Amid the mess that is “The Crud” shine some gems of insight. Which is apt, since Buntport Theater’s latest, ambitious and absurdist performance piece takes on the stuff that humans keep — or, rather, shunt off to a storage unit we may or may not visit.
Last October, Buntport announced it was going to purchase a storage unit at an auction. “Yeah, like ‘Storage Wars,’ ” stated a later press release.
In that release, the company went on to lay out the artistic/philosophical parameters for its endeavor. “(W)e said that whatever we found in the locker would inspire our next play. We all knew that we didn’t intend to write a play about the original owner of the contents, but that this collection ― curated by a stranger ― would be a jumping-off point.”
I share some of the reasoning behind the entertaining albeit uneven show because it speaks to the personality of this always imaginative outfit. Because the Buntport troupe — Erik Edborg, Hannah Duggan, Erin Rollman, Brian Colonna and SamAnTha Schmitz (offstage) — most often operates in the “meta” sphere. Cogitate about, chuckle at and wrestle with human complexity is what the gang of five co-creators does with consistent and edgy aplomb.
And so “The Crud” finds three fanciful denizens of a pile of stuff contemplating … well, that’s the tricky part. Let’s say boredom, attachment, the waxing and waning value of “junk” for their owners.
Interceding from time to time is a white-clad fellow with a white plume atop his head. Portrayed by Edborg, the character “I Have No Name” is there to help Bearly Bear, Dear Dear and Broken Baby Doll Detective (and, more important, the audience) formulate questions about memory and forgetting, hoarding and letting go.
Off to one side of the stage is a pile of stuff that includes furniture, an old stereo receiver, clothes, a shoe here and there. It’s a “bunch of who-needs-it against a background of the same,” says I Have No Name at one point. making the comparison of the pile’s contents to those of our fading memory.
Behind a gauzy scrim on the other side of the stage is a white wall. Because the scrim acts as a screen for “surveillance” projections, the show’s visual field can be layered, disorienting or both.
The costumes, too, are bizarro. A pony head with antlers sits atop Dear Deer’s head. A wee toy man with no arms rests on Broken Baby Doll Detective’s shoulder. When introducing a hunch, the ultra-specific private eye (Colonna) presses “play’ on an old-style tape recorder. Out comes a sobering tune to loopy noirish effect. As for the kindly if dim Bearly Bear, Hannah Duggan makes a heckuva entrance (not to be spoiled here). Her pelt is made up of (mostly) stuffed animals sewn together.
Forget her moniker: Dear Deer (Rollman) isn’t very gentle. Aggravated by boredom is more like it. She does not respond favorably to Barely Bear’s sweet invitation to “go lick some batteries.” The only cure to her ennui: raspberry jelly, of which there’s a scant supply.
If “The Crud” sounds rather mad, it is.
The show has wit. When Bearly Bear gets hit with a wave of nausea, the audience guffawed. Some ender lines of dialog stick. For instance, “Let’s all hate each other is not as fun as it sounds.” And the repeated gesture of the characters greeting anxiety with “arms-open” is touching for its topsy-turvy vulnerability. As always, each cast member injects his or her performance with idiosyncratic verve.
What “The Crud” doesn’t have — and I want to say “yet,” because I can see how this show could become special in a future iteration — are some moments of empty space and quiet. Like the mix of treasures and rubbish Buntport purchased, the show’s ideas are strewn throughout the 75-minute piece.
The closest the “The Crud” comes to much-needed pauses are the interventions of Edborg’s character and the brief, repeated refrain “time passes.” It does, quite swiftly.
While a great deal of the clutter and breakneck pacing is intentional, the show would benefit from some deep breathes. Throw open that roll-up storage unit door! Let some air in!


■ **Task item**
In your reply, write out each entry exactly as given.

■ **Input data**
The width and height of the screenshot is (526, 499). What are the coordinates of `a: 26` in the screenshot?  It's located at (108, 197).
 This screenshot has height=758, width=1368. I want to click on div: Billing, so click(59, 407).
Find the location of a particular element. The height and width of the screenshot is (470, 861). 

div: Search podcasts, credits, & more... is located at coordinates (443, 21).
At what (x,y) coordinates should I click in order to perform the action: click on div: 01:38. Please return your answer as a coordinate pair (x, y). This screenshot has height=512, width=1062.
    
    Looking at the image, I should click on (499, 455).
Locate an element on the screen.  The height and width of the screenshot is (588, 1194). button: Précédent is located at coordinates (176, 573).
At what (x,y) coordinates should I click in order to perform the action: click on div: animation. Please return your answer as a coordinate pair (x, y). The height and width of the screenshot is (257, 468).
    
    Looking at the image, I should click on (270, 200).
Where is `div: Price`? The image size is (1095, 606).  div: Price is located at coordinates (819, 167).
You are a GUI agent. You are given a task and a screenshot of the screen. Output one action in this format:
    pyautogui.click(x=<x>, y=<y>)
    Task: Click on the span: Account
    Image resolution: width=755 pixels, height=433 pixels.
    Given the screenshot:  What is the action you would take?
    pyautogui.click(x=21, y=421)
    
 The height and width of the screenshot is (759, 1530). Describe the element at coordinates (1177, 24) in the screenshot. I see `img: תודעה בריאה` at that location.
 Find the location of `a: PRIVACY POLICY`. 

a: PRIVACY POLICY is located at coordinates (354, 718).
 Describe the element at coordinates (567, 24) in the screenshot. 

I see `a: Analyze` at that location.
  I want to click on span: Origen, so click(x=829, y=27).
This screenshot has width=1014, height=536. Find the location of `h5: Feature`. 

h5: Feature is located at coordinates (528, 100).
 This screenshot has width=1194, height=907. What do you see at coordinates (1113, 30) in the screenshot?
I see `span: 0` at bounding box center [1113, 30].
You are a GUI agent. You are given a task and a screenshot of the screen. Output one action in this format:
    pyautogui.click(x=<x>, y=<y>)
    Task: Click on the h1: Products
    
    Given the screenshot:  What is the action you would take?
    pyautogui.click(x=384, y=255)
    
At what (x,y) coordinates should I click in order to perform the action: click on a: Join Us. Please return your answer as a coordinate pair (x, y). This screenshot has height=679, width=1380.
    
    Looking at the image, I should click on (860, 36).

■ **Output of the exercise**
The width and height of the screenshot is (526, 499). What are the coordinates of `a: 26` in the screenshot?  It's located at (108, 197).
 This screenshot has height=758, width=1368. I want to click on div: Billing, so click(59, 407).
Find the location of a particular element. The height and width of the screenshot is (470, 861). 

div: Search podcasts, credits, & more... is located at coordinates (443, 21).
At what (x,y) coordinates should I click in order to perform the action: click on div: 01:38. Please return your answer as a coordinate pair (x, y). This screenshot has height=512, width=1062.
    
    Looking at the image, I should click on (499, 455).
Locate an element on the screen.  The height and width of the screenshot is (588, 1194). button: Précédent is located at coordinates (176, 573).
At what (x,y) coordinates should I click in order to perform the action: click on div: animation. Please return your answer as a coordinate pair (x, y). The height and width of the screenshot is (257, 468).
    
    Looking at the image, I should click on (270, 200).
Where is `div: Price`? The image size is (1095, 606).  div: Price is located at coordinates (819, 167).
You are a GUI agent. You are given a task and a screenshot of the screen. Output one action in this format:
    pyautogui.click(x=<x>, y=<y>)
    Task: Click on the span: Account
    Image resolution: width=755 pixels, height=433 pixels.
    Given the screenshot:  What is the action you would take?
    pyautogui.click(x=21, y=421)
    
 The height and width of the screenshot is (759, 1530). Describe the element at coordinates (1177, 24) in the screenshot. I see `img: תודעה בריאה` at that location.
 Find the location of `a: PRIVACY POLICY`. 

a: PRIVACY POLICY is located at coordinates (354, 718).
 Describe the element at coordinates (567, 24) in the screenshot. 

I see `a: Analyze` at that location.
  I want to click on span: Origen, so click(x=829, y=27).
This screenshot has width=1014, height=536. Find the location of `h5: Feature`. 

h5: Feature is located at coordinates (528, 100).
 This screenshot has width=1194, height=907. What do you see at coordinates (1113, 30) in the screenshot?
I see `span: 0` at bounding box center [1113, 30].
You are a GUI agent. You are given a task and a screenshot of the screen. Output one action in this format:
    pyautogui.click(x=<x>, y=<y>)
    Task: Click on the h1: Products
    
    Given the screenshot:  What is the action you would take?
    pyautogui.click(x=384, y=255)
    
At what (x,y) coordinates should I click in order to perform the action: click on a: Join Us. Please return your answer as a coordinate pair (x, y). This screenshot has height=679, width=1380.
    
    Looking at the image, I should click on (860, 36).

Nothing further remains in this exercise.